▶ _Task details_
Beneath this line are the data; copy exactly the part of them that opens with the line containing "You are a GUI" and closes with the line containing "Task: Click on the row-status-1: Finished", and only that part.
--- Records supplied Enclosed Below ---
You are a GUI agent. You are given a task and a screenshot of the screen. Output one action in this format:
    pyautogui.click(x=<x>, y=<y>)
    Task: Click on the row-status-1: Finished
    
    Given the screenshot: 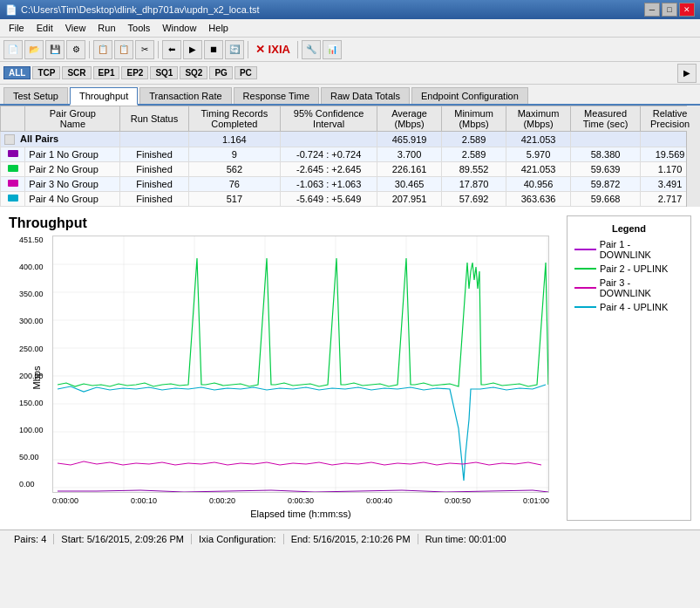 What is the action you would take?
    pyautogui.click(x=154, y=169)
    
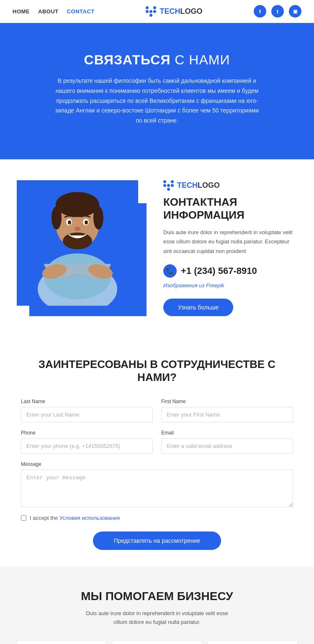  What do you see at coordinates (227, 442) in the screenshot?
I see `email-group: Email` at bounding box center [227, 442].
--- End of Enclosed Records supplied ---
--- Records supplied Enclosed Below ---
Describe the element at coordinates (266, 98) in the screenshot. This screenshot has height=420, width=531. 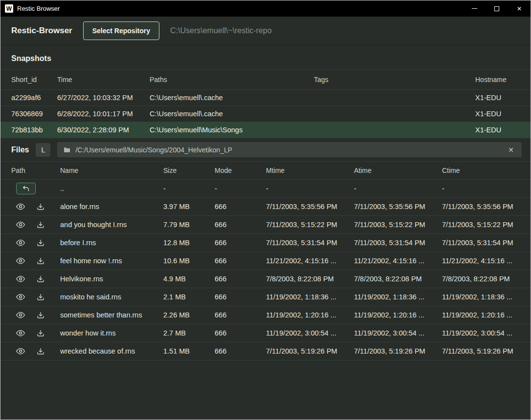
--- End of Enclosed Records supplied ---
▶ _Solution to this exercise_
You are a GUI agent. You are given a task and a screenshot of the screen. Output one action in this format:
    pyautogui.click(x=<x>, y=<y>)
    Task: Click on the row-status-1: Finished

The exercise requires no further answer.